Publisher: Voyageur Press (MN)
ISBN: 0760343594
Category : Performing Arts
Languages : en
Pages : 258
Book Description
This is the first book to combine an authoritative history of the Star Trek franchise—including all six television series and eleven feature films—with anecdotes about the show from those who helped shape it from the outside in: the fans. Star Trek expert Robert Greenberger covers everything from show creator Gene Roddenberry’s initial plans for a series combining science-fiction and Western elements, the premiere of the original series in 1966, its cancellation, the franchise’s return in an animated series, and its subsequent history on television and film, up to expectations for the 2013 J.J. Abrams film.

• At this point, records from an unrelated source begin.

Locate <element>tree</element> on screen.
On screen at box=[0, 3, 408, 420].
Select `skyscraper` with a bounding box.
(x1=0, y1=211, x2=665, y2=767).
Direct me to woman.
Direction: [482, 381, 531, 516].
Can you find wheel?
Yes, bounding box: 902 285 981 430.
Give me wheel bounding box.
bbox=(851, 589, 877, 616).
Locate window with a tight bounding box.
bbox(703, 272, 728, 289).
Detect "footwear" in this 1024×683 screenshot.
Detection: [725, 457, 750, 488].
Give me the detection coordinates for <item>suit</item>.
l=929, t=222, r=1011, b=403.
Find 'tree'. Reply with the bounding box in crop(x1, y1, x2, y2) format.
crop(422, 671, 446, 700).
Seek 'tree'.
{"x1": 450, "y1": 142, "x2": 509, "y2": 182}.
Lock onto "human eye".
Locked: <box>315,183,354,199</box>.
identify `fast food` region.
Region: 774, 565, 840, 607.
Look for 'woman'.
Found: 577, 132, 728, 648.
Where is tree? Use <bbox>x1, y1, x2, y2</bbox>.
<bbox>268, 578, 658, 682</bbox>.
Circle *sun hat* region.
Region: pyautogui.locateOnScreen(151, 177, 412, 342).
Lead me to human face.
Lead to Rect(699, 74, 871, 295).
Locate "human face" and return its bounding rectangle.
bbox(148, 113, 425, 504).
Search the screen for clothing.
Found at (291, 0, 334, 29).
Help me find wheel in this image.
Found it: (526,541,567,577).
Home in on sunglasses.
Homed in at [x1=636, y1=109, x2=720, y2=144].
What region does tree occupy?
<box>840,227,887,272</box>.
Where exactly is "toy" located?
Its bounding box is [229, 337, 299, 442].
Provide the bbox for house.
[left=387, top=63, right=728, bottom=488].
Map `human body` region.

Along the way, Greenberger analyzes Star Trek’s unique cultural impact and tremendous cult following, including the famous (and first ever) save-the-show mail campaign. But this isn't a sugarcoated history; this book chronicles the missteps as well as the achievements of Roddenberry and others behind the franchise. Approximately two dozen sidebars provide personal experiences of dedicated Trekkies who influenced or became a part of the franchise. Star Trek fandom is unparalleled in the effects it has had on the franchise itself. The book is illustrated with a large collection of photographs of memorabilia, many of which have never been seen before in print.